Lenders File 55 Percent More Petitions to Foreclose:
"The very high numbers are no longer shocking, but they’re appalling. There’s a great human cost involved.”
-- Jim Campen, Executive Director
full text:
by Amy Wyeth, Reporter
Lenders initiated 29,607 petitions to foreclose on Massachusetts properties in 2007, or 55 percent more than the 19,112 filed in Land Court the year before, according to new statistics from The Warren Group, parent company of Banker & Tradesman.
Dukes County saw an 88 percent increase in foreclosure petitions filed in 2007 compared to the previous year, the highest percentage increase of any county in the state. The county, consisting almost entirely of island of Martha’s Vineyard, saw 77 foreclosure petitions in 2007 and 41 in 2006. Suffolk County was the site of 3,584 foreclosure petitions in 2007, a 77 percent increase over the 2,028 foreclosures initiated a year earlier.
A petition to foreclose is the first step in a foreclosure proceeding. Not all petitions end in foreclosure, however. Some homeowners manage to sell their home or refinance. Others find the money they need or work out an alternate payment plan with their lender.
The number of foreclosure deeds recorded at registries of deeds rose at an even faster pace in the past year than petitions. In 2007, 7,653 foreclosure deeds were recorded – more than double the 3,086 filed in 2006. A foreclosure deed shows a lender has repossessed a property from the borrower.
Lenders also are filing more petitions to foreclose than at any time in recent years. In November and December of last year, they filed 2,723 and 2,729 foreclosures, respectively, in Massachusetts. Only August and October saw higher numbers; in both of those months, more than 3,000 petitions were filed.
A foreclosure petition can take months to resolve, but the increased petition numbers indicate more people will lose their homes in the coming year due to the widening crisis.
Jim Campen, executive director of Americans for Fairness in Lending and author of an annual research report on mortgage lending patterns in Greater Boston, said the numbers no longer surprise him.
“The very high numbers are no longer shocking, but they’re appalling,” he said. “There’s a great human cost involved.”
Campen said he sees a possible sign of hope in the fact that November and December had fewer foreclosure petitions filed than in August and October.
“There may be some seasonal pattern, but there have been increasing amounts of attention put on this since September,” he noted. “It’s possible that attention by regulators and the media resulted in some lenders not being so quick to foreclose … it could be that some of the efforts to prevent foreclosures are beginning to work.”
Campen said the number of foreclosure proceedings commenced and completed this year won’t be dictated by the economy or home prices alone.
“Those are important,” he said. “But it also will depend on what efforts are made by lenders, and what kind of pressure is put on lenders by regulators and legislators so that [homes] don’t end up in foreclosure.”
The top 20 companies filing petitions to foreclose in Massachusetts in 2007 included Deutsche Bank, Wells Fargo Bank, U.S. Bank, Bank of New York, Countrywide Home Loans, Lasalle Bank, Citimortgage, Chase Home Finance, Bank of America and Fannie Mae. Companies filing foreclosure petitions may not be the original lender, but often are loan servicers or bank investors that purchased the loans.
Six of the top 20 – including Deutsche Bank, which filed 4,652 petitions to foreclose in Massachusetts Land Court, more than any other foreclosing entity – were servicers that do not originate loans.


# TO DO
Pull every line containing "feedback" out of the material below.

# INPUT MATERIAL
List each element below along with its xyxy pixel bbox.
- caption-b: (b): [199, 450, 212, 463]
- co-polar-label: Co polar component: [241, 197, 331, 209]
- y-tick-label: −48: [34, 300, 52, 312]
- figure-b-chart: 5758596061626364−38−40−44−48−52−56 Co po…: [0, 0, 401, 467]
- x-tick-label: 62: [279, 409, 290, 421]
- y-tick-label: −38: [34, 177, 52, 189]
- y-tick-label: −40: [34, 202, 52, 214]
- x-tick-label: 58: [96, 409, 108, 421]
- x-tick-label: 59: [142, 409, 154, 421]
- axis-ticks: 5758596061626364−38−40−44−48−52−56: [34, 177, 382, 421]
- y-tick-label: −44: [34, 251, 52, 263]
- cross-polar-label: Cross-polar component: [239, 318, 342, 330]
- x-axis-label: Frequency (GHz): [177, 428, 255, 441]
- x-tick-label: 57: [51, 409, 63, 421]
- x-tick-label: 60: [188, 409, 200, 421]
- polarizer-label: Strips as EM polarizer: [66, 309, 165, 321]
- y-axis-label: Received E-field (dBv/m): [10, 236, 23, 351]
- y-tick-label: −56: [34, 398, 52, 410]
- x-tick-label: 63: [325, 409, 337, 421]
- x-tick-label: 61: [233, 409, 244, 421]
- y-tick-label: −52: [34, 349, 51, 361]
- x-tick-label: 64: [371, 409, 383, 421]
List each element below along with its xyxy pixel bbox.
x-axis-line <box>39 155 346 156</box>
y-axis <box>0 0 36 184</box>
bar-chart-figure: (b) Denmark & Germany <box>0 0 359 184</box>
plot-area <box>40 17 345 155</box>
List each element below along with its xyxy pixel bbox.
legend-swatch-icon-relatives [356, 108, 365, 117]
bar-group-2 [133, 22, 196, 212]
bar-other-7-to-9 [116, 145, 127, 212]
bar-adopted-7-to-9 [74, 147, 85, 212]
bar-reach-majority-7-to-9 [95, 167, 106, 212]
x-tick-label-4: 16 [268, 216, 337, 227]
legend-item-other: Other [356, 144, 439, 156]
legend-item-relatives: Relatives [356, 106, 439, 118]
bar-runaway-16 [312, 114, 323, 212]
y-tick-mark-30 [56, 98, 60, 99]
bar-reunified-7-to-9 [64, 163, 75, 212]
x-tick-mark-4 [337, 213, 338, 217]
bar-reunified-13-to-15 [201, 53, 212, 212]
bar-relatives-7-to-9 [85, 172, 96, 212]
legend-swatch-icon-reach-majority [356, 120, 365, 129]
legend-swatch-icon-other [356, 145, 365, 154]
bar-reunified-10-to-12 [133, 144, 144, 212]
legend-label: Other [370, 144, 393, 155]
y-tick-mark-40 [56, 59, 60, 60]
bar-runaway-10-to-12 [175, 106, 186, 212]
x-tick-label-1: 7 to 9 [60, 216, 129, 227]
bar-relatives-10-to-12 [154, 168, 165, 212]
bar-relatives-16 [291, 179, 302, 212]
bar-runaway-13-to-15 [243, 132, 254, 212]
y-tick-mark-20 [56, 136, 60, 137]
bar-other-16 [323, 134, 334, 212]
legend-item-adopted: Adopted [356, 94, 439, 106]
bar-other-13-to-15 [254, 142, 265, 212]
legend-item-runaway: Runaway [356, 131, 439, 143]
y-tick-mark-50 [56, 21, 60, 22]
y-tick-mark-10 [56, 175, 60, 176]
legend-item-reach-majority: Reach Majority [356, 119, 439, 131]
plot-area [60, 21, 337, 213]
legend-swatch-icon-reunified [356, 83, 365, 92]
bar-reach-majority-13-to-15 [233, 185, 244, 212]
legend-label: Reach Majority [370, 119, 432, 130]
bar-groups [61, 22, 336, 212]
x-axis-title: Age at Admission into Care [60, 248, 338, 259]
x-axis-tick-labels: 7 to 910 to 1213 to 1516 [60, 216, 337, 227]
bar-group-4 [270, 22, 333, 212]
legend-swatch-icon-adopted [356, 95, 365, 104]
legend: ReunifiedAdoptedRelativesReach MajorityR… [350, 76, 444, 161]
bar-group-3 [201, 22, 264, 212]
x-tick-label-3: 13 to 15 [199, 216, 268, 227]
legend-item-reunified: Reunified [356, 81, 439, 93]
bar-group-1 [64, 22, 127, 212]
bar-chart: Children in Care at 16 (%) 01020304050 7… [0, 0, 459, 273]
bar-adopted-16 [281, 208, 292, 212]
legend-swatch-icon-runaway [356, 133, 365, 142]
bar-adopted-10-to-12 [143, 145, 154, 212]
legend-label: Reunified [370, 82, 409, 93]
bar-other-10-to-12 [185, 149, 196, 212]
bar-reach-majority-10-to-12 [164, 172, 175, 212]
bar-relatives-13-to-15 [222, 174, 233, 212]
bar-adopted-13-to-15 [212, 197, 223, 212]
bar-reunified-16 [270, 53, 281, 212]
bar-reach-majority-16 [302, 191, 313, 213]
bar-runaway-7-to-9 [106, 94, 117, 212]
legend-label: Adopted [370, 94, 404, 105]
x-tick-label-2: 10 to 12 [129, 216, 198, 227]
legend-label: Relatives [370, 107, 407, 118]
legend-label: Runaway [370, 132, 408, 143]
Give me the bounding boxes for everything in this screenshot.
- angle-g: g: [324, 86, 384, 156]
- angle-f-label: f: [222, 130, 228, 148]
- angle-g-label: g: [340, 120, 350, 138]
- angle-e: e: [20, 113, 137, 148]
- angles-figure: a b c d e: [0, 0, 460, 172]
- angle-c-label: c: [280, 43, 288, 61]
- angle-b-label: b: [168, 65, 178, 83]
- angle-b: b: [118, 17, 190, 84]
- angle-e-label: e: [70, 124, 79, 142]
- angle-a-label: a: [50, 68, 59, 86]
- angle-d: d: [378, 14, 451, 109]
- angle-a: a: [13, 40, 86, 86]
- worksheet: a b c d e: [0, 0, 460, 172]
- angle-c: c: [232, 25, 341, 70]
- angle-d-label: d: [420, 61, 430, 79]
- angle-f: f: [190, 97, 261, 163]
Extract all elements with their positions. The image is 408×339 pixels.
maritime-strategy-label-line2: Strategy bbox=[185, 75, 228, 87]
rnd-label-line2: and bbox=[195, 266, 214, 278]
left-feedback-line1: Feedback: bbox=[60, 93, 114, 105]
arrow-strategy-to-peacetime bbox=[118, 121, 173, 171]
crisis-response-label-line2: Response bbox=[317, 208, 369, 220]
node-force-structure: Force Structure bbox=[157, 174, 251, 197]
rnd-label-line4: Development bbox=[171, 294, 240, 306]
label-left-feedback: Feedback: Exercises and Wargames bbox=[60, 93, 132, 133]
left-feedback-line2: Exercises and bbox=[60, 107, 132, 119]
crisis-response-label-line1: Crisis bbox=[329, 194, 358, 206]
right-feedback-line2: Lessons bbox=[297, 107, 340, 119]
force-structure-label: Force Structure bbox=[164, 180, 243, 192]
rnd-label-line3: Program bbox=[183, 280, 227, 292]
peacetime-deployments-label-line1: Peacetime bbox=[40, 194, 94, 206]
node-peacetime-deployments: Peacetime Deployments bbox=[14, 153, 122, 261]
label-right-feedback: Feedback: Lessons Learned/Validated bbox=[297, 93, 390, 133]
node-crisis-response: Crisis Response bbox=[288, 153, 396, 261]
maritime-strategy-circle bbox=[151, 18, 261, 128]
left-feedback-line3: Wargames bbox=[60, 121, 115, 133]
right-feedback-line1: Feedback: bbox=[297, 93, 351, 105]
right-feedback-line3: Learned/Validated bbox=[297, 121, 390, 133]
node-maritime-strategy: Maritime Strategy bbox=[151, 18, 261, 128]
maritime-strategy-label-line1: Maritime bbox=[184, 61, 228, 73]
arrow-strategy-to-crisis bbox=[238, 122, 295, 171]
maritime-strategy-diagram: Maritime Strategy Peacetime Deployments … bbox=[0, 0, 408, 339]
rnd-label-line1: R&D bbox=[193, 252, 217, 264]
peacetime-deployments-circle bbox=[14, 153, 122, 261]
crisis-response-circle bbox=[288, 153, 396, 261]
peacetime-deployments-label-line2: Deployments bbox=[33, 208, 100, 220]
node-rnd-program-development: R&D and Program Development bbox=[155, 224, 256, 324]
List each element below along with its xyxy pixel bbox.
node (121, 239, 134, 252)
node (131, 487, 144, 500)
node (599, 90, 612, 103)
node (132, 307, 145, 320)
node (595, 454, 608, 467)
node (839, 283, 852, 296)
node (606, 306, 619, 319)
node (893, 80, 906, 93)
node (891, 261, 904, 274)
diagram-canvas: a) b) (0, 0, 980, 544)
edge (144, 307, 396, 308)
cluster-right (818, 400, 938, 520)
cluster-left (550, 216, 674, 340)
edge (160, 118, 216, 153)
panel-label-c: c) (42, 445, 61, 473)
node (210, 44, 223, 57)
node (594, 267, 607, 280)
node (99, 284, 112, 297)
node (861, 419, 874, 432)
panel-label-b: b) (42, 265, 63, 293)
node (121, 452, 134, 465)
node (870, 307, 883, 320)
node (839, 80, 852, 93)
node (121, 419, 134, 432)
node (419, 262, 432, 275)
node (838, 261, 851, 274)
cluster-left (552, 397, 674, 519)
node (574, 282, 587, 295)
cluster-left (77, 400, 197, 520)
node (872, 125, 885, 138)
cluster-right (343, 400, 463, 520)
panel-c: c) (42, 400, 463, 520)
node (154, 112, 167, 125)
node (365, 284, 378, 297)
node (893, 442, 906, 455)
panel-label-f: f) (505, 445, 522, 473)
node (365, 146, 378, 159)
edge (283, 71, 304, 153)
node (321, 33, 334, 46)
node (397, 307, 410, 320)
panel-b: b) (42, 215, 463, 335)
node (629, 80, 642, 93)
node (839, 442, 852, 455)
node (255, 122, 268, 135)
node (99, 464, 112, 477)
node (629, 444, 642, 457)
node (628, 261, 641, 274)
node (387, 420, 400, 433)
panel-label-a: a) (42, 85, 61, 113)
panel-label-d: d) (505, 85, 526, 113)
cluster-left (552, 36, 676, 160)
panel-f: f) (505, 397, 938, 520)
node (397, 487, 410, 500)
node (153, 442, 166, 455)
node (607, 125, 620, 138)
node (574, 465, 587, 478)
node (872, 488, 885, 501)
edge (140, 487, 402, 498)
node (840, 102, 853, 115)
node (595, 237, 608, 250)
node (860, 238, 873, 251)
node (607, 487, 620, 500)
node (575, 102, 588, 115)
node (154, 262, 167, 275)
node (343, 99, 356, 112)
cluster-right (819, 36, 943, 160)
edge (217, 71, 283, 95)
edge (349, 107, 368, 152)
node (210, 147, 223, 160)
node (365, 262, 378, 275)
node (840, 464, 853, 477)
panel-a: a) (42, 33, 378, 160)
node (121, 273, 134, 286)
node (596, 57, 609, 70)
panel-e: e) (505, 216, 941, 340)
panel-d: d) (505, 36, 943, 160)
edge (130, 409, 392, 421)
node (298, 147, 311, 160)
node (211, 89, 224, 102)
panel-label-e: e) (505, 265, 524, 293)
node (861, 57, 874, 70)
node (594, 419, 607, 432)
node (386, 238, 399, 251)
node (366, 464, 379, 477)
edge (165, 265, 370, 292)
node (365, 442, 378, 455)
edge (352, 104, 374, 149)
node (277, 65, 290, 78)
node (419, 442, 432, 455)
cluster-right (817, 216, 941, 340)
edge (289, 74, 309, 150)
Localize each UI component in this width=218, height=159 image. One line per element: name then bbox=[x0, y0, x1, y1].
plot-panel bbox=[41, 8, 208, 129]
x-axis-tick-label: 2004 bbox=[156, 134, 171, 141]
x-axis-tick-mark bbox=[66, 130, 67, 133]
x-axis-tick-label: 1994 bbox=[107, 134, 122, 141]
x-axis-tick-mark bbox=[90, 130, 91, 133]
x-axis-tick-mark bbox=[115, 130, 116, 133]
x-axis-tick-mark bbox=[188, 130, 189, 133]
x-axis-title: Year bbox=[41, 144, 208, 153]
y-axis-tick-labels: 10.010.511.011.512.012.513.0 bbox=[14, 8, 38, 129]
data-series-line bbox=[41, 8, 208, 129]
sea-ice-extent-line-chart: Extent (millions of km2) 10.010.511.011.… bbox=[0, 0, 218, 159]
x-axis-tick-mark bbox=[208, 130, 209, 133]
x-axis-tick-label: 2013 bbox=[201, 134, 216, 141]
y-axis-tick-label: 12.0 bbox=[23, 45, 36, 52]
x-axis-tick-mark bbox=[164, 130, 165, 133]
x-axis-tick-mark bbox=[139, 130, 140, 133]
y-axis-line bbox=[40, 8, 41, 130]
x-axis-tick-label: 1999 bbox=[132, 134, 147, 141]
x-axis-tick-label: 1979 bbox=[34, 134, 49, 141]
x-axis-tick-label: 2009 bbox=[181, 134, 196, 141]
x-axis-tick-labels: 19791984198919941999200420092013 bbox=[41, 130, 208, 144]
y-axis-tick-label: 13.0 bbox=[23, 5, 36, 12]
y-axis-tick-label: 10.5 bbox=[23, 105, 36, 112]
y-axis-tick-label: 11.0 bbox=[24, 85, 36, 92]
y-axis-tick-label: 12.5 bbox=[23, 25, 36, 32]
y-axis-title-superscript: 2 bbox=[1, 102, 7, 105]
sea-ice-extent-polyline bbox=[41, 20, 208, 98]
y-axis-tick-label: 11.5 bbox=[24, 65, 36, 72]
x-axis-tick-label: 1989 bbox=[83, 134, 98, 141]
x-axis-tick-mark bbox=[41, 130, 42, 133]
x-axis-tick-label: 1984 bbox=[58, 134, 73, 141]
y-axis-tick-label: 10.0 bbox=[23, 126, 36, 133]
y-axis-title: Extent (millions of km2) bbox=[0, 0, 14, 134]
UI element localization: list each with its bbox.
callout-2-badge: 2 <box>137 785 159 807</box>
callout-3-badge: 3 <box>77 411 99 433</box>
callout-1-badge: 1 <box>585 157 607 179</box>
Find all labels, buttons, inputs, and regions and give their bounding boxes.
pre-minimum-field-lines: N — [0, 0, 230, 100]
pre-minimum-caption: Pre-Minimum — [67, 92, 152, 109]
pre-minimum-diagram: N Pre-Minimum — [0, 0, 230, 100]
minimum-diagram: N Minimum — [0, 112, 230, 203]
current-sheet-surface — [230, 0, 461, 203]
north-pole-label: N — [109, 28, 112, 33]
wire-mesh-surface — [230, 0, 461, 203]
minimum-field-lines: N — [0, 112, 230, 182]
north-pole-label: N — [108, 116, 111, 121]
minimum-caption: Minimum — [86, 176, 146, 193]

# RESULT FOR THIS EXERCISE
left-feedback-line1: Feedback: bbox=[60, 93, 114, 105]
label-left-feedback: Feedback: Exercises and Wargames bbox=[60, 93, 132, 133]
left-feedback-line2: Exercises and bbox=[60, 107, 132, 119]
right-feedback-line2: Lessons bbox=[297, 107, 340, 119]
label-right-feedback: Feedback: Lessons Learned/Validated bbox=[297, 93, 390, 133]
left-feedback-line3: Wargames bbox=[60, 121, 115, 133]
right-feedback-line1: Feedback: bbox=[297, 93, 351, 105]
right-feedback-line3: Learned/Validated bbox=[297, 121, 390, 133]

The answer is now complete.